By Naimah O’Neal I am always telling women that you must make up your mind about how you feel being positive. If you don’t have a good mental attitude about being positive, then you will never begin to live your best life while living with HIV.   While I still live each day of my life with these words, I must say that sometimes I feel that the rest of the world needs to get a life. HIV is a virus like other STI, but I often see the looks on people’s faces when I tell them about myself or when the topic is about to be discussed. I call this look the OH MY GOD, NOT THAT HIV TALK AGAIN! look.  Mind you, no one will come right and say anything, but the looks on their faces speak volumes. Most of the time I can use that look to offer education about the illness so that they will get tested, or tell someone else about the conversation so that they will hopefully learn about their status to get into care or stay protecting themselves against becoming infected.   But sometimes I think to myself, “Why do I feel the need to offer my story or information when most women feel that this will never happen to me?” HIV is for those women were having sex with everyone out in those streets. My God, HIV has been on the screen for the past 30 + years, and I still find that people must have just climbed out of some rock or hillside where the phone, TV and radio were broken!   I must say first that I was like some of them, because I never thought that I had to worry about illness for these reasons:
  1. I saw a few programs and the news talking about HIV, but they never said that heterosexual women could get this STI. Trust me, if they had told me back then that women could become HIV positive, my vagina would have been on lockdown so tight that the new Jesus would not have come into the world though me!  
  2. I did not drink or do drugs, so I hurt for the people who were getting sick and dying, but in the back of my mind, I was protected from getting this illness. (So I can understand, but back then some people knew but were not sharing).
  3. I love people and would never have said that, because of who they loved, the illness was a result, because only GOD can judge.
I still find it hilarious that some men and women–the partners of positive women–try to use a woman’s status against her, saying on the one hand that they love the positive woman, as long as she does what they want when and for as long that they want her to. First I must say no thank you to that kind of love, and using someone’s status to keep them in a bad relationship is the lowest form of madness on so many levels. Since I am trying to keep these blog posts about solutions I will offer some things to think about. First, a saying that I pass along to positive women: Start saying to yourself in the morning, “I’m going to have a positive day, and things might not work out how I want them to…but  through it all, God is still good.” I said this because you can’t control other people, only yourself–so this saying and my faith are my protection that I use each day. I also speak up in a strong clear voice when I hear a stupid  comment or misinformation being given. I want to tell women to speak out about laws that tell us that we must bear the weight of this illness. That people don’t have to be responsible about their sexual health. That is illness has many layers that must be peeled back to be fixed before HIV/AIDS can truly be discussed in the country and the world. I look in my mirror and know that I must speak to be part of the solution.  A friend of mine has a saying: “If you are not at the table, then you will be on the menu.”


◆ TASK GOAL: Below are records; work out how many of their lines contain the word "motor" and reply with the number only.

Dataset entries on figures
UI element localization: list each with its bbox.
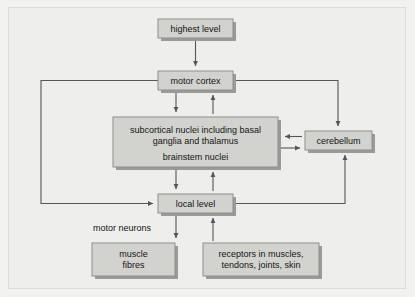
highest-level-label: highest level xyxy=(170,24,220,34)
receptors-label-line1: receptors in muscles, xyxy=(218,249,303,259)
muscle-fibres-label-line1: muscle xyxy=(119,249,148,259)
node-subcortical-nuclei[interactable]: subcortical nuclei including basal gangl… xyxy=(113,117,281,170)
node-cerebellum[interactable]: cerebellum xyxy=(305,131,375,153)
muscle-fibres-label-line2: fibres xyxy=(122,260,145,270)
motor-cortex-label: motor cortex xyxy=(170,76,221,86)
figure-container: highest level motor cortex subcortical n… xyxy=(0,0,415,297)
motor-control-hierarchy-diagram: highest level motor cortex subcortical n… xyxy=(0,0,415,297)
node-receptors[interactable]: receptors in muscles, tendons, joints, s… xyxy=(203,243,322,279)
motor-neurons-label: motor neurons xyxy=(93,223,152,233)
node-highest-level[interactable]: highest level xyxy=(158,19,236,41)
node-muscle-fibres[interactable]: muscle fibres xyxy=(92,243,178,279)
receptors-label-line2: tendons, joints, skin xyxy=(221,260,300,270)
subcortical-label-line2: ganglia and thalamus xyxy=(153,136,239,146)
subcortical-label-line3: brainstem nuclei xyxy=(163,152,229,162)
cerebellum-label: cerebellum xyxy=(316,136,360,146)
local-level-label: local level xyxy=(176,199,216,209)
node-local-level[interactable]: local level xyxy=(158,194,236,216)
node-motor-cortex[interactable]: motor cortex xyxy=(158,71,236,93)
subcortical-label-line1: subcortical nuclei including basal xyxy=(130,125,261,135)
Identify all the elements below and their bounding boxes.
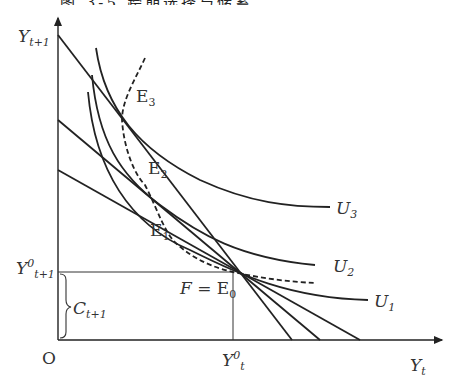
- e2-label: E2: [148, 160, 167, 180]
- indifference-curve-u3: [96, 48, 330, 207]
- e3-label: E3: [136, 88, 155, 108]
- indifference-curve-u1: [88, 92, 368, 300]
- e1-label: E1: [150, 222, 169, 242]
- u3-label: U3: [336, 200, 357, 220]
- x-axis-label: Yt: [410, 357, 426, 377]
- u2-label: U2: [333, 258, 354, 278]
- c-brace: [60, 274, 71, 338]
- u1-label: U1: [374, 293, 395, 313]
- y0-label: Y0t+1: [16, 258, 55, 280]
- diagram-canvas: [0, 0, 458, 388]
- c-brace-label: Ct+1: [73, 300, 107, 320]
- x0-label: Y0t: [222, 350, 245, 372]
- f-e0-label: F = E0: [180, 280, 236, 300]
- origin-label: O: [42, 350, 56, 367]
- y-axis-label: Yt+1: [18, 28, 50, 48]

◆ ANSWER SECTION: 5